In the discussion of our own state budget, the topic of the 1998 national welfare reform - called Personal Responsibility and Opportunity or something like that - came up at work. For those of you not following daily, the people "at work" are social workers and psychologists and thoroughgoing liberals. A woman bemoaned how much worse things were for the poor, and how little the government, especially under Bush, cared for the disadvantaged. I feigned puzzlement and asked what was worse. I received anger: "Look around you! What does it take?" Miffed, but uncomfortable dueling with the unarmed, I tried to keep my voice even, though it doubtless had a bite. "It resulted in fewer poor people. Especially children. More especially children of single mothers. And most especially African-Americans. That's not just a conservative POV. Those are the numbers."
Most present did not believe that it even could be so, and two thought it offensive that conservatives even tried to rationalise such horrors by pretending it was better for the poor to be abandoned.
Maybe where you live it's different. But it's people like this - with graduate degrees, every one of them - who keep me postliberal in spite of the general mediocrity of Republicans. We simply cannot allow such people to be in charge of us.
6 comments:
My sympathies. I'll never forget almost being fired when, as the Protestant chaplain of a Catholic agency, leading a teen religious retreat (for the 95% African American and Hispanic kids in care because of abuse,neglect, delinquency or serious emotional disorders), I dared to recommend in the presentation on "relationships" that they should absolutely, positively try not to get pregnant and have children before they were married. I had been expectd to give the usual pointless lecture on abstinence to a snickering audience that already knew more about various sexual activities than most of the adults present, but the administration hammered me for being "culturally insensitive". I explained that I had not said that the kids there (most of them from single parent homes, never married parents) were awful, just that raising kids is hard work and people do better with a helpmate, and that kids tend to prefer to have both parents available to them. This was deemed way too conservative. I was only saved by a tough old nun defending me on the grounds of my youth and inexperience, who secretly agreed with me, and who secretly taught the exact same thing to her charges.

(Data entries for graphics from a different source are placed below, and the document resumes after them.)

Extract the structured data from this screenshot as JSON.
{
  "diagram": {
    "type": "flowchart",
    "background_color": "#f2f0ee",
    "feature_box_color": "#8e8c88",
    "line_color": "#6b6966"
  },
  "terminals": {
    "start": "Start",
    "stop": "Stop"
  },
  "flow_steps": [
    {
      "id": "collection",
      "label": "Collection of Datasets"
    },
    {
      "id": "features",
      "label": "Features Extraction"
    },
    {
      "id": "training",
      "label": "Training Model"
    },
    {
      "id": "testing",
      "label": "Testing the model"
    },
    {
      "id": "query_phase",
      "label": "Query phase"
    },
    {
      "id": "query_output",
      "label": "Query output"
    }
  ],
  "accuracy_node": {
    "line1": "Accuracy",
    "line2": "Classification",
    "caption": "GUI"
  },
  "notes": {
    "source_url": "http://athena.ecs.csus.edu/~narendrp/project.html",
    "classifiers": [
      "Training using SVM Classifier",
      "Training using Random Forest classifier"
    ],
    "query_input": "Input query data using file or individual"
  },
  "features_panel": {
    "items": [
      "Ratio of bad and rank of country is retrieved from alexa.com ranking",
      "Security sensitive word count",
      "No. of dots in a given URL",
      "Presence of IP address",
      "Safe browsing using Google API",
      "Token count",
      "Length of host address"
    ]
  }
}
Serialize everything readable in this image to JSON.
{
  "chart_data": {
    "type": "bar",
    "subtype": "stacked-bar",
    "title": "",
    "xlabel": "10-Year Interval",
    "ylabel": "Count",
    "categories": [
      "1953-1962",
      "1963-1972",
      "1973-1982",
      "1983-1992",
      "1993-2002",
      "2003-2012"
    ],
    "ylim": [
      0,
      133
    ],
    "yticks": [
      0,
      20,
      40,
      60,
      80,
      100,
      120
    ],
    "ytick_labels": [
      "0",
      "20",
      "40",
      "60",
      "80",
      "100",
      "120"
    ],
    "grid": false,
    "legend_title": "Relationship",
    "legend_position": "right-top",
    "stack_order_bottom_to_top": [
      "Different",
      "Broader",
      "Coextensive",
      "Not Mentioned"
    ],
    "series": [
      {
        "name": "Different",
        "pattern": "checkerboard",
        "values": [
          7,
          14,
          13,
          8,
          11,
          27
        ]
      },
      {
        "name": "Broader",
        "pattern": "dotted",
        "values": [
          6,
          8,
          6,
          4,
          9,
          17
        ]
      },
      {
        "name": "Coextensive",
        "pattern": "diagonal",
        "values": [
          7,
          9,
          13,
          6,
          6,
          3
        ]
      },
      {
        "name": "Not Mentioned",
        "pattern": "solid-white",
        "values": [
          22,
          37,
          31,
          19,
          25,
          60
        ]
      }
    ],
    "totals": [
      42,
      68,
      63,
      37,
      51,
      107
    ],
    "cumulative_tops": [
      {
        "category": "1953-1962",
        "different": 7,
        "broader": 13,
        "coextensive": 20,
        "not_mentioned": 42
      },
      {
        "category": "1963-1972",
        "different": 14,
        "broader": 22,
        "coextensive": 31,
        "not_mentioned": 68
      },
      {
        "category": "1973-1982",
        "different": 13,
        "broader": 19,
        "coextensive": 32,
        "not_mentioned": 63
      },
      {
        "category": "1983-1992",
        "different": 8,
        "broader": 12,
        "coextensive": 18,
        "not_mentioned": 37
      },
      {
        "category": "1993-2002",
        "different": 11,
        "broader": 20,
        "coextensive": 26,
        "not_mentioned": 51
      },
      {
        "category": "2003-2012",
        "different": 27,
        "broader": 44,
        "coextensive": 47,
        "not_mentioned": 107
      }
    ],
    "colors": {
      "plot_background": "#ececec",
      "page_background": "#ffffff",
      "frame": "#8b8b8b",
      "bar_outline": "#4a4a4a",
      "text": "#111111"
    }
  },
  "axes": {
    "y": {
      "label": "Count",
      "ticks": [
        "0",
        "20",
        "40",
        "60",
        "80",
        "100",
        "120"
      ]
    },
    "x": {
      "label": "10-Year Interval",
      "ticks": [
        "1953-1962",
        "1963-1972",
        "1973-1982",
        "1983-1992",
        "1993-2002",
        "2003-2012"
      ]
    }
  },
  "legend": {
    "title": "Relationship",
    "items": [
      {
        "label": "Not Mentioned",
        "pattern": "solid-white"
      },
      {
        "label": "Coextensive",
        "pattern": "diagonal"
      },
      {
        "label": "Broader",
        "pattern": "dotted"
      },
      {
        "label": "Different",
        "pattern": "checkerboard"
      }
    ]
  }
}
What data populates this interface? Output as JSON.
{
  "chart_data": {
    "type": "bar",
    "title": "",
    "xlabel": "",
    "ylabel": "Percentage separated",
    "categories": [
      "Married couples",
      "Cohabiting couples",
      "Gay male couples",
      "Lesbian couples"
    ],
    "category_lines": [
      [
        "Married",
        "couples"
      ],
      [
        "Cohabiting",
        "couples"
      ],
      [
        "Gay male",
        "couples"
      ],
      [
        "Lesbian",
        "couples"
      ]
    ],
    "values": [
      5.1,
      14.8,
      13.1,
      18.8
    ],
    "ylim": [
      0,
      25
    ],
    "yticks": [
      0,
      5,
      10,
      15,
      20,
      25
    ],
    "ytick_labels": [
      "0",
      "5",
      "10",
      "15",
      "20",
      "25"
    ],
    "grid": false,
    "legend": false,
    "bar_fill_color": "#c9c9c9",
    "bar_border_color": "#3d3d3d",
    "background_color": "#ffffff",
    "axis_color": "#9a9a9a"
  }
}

And what a kindness those good folk were doing by not mentioning that strategy to the poor, eh?
Bitter accusation: they do not love the poor. They love themselves loving the poor.
Agree. Sorry to rant at such length, but it is still a pet peeve of mine. Only now I live around the limousine liberals. I always ask myself: who are they friends with, who do they have cookouts with, go to church with, visit, joke with. If they aren't friends (real friends) with any poor people, I don't listen to what they say about the poor.
It's really just the Emperor Has No Clothes. Life is very hard for all of us, but it's worse for people with chaotic family systems, who don't finish school, etc. We do people no kindness by flattering them.
Imagine if, in Basic Training, the drill sergeant told them: Man, you are the best soldiers I have ever seen, and you each have such interesting and different ways of approaching the enemy, I wouldn't presume to change your customs, don't want to restrict your diversity by bossing you or training you or pushing you until you can do as you're told. No, that would be cruel.
We all know what would happen to the soldiers with such a celebration of differences. They would be cruelly killed by the enemy in short order because they were not prepared for the struggle.
I always forget people like this exist. Flip to cancer research, they're much more rational. My current workplace is a pretty nice blend of "I don't care what party comes up with the idea I'd just like our economy not to crash please" mixed in with "If I'm doing better, the poor will probably be doing better too."
Every time I get too liberal, I'm going to read this and remind myself of why the Democrats can be so damn annoying.
Bethany, that's a great idea.
This story reminded me of the woman who watched "An Inconvenient Truth" and then was trying to convince me that sea levels would rise 100 feet in 10 years.
bs king - remember my situation is extreme. Use only in the emergency of actually becoming a progressive. This medicine is too strong for something sensible like remaining a centrist or trying to find a common ground.
Retriever -your analogy is particularly apropos with my fourth son in boot camp at present.